Experts in the field of child psychology agree that the system of national school education must first socialize pupils, that is, accustom and adapt them for the life in social structures. With this purpose it is reasonable to use Business Chess as a general educational business game. The primary goal of similar lessons is to carry out intellectual and socially-psychological trainings for the pupils to make them skilled in constructive communication, communicative competence, efficient management, social self-organization, psychological strength and adaptation in group. It is supposed, that it promotes effective socialization and harmonious development of cogitative (cognitive), behavioral (interactive) and emotional (motivational) components of pupils' personality studying at comprehensive schools.

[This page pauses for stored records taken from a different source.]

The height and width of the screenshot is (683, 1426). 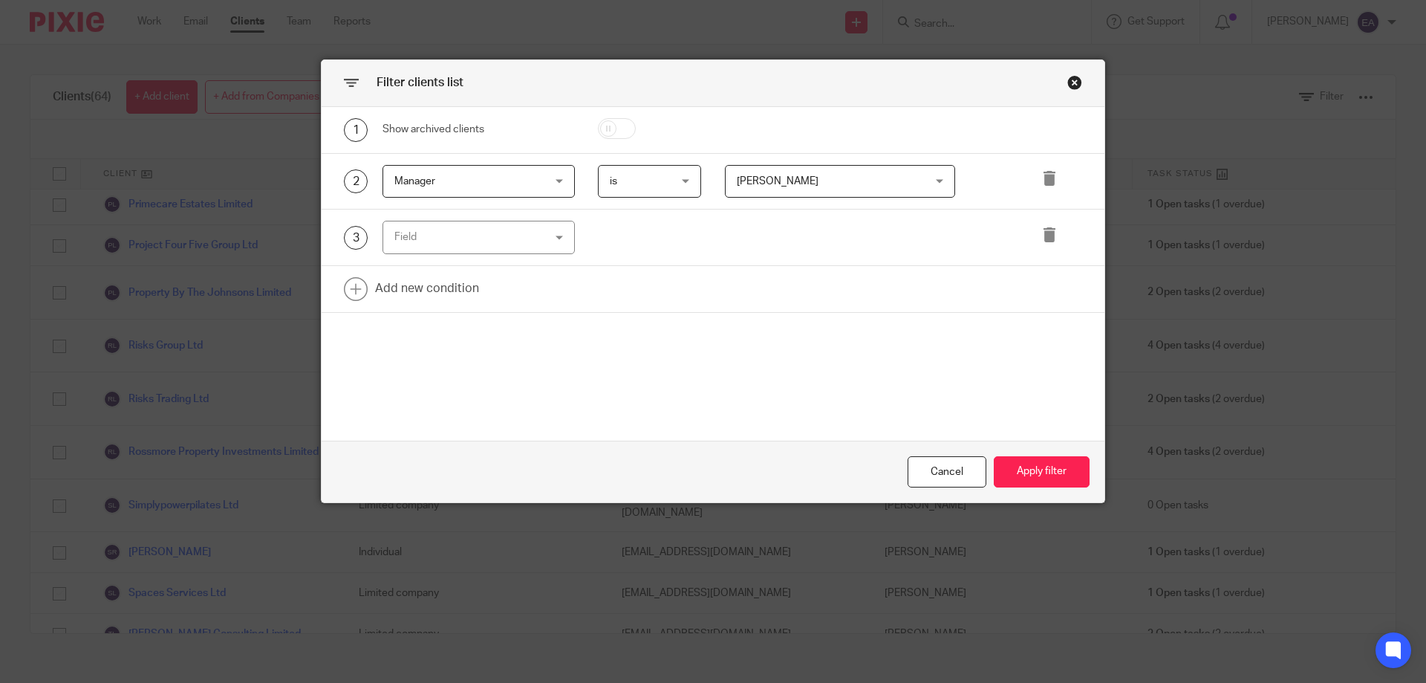 What do you see at coordinates (613, 181) in the screenshot?
I see `span: is` at bounding box center [613, 181].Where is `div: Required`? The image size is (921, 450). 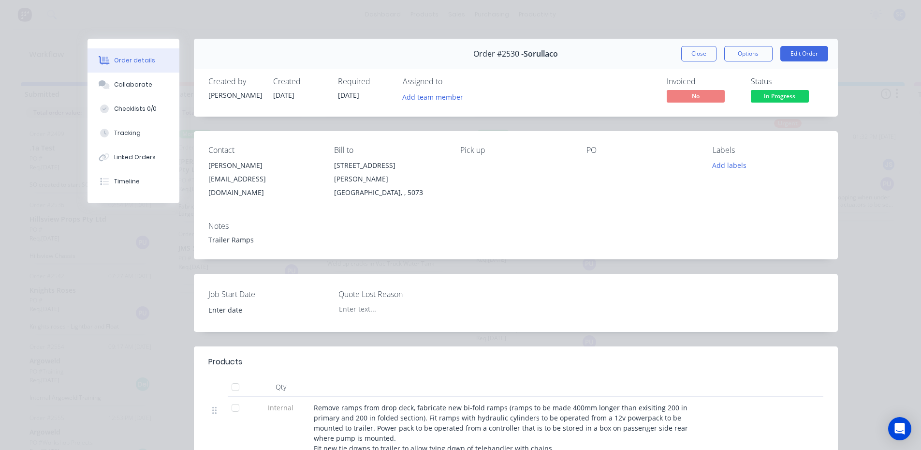
div: Required is located at coordinates (365, 81).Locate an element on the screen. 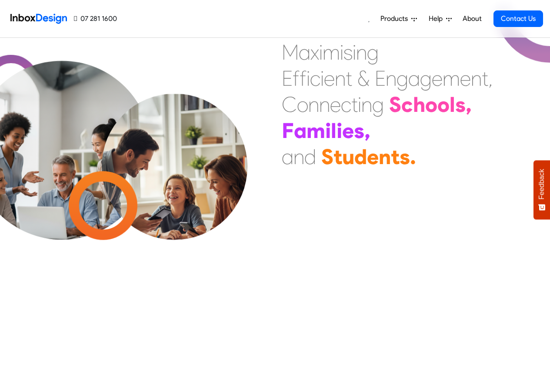  span: Products is located at coordinates (396, 19).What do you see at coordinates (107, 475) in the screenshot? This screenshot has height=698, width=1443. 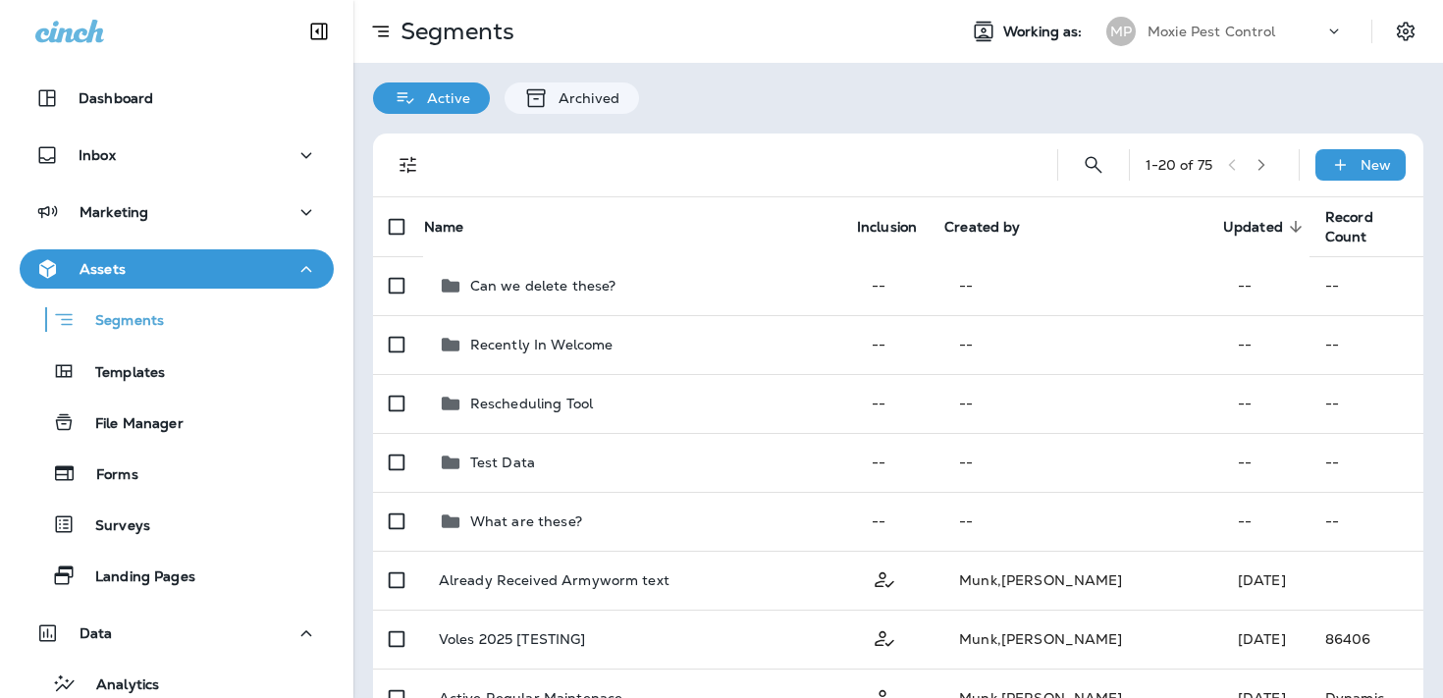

Important trichotomies discussed by Aquinas include the causal principles (agent, patient, act), the potencies for the intellect (imagination, cogitative power, and memory and reminiscence), and the acts of the intellect (concept, judgment, reasoning), with all of those rooted in Aristotle; also the transcendentals of being (unity, truth, goodness) and the requisites of the beautiful (wholeness, harmony, radiance). Kant expounded a table of judgments involving four three-way alternatives, in regard to (1) Quantity, (2) Quality, (3) Relation, (4) Modality, and, based thereupon, a table of four categories, named by the terms just listed, and each with three subcategories. Kant also adapted the Thomistic acts of intellect in his trichotomy of higher cognition—(a) understanding, (b) judgment, (c) reason—which he correlated with his adaptation in the soul's capacities—(a) cognitive faculties, (b) feeling of pleasure or displeasure, and (c) faculty of desireKant, Immanuel, The Critique of Judgment, 2007 edition, Cosimo Classics, pp. 10-11.—of Tetens's trichotomy of feeling, understanding, will.

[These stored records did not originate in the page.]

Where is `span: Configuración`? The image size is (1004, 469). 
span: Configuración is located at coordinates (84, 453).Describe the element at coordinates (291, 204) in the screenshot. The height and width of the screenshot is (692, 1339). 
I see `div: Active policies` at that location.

Hume begins Part 4 by arguing that "all knowledge degenerates into probability", due to the possibility of error: even the rock solid certainty of mathematics becomes less than certain when we remember that we might have made a mistake somewhere. But things get worse: reflection on the fallibility of our mind, and meta-reflection on the fallibility of this first reflection, and so on ad infinitum, ultimately reduces probability into total skepticism—or at least it would, if our beliefs were governed by the understanding alone. But according to Hume, this "extinction of belief" does not actually happen: having beliefs is part of human nature, which only confirms Hume's account of belief as "more properly an act of the sensitive, than of the cogitative part of our natures". And as for why we do not sink into total skepticism, Hume argues that the mind has a limited quantity of "force and activity", and that difficult and abstruse reasoning "strain[s] the imagination", "hinder[ing] the regular flowing of the passions and sentiments".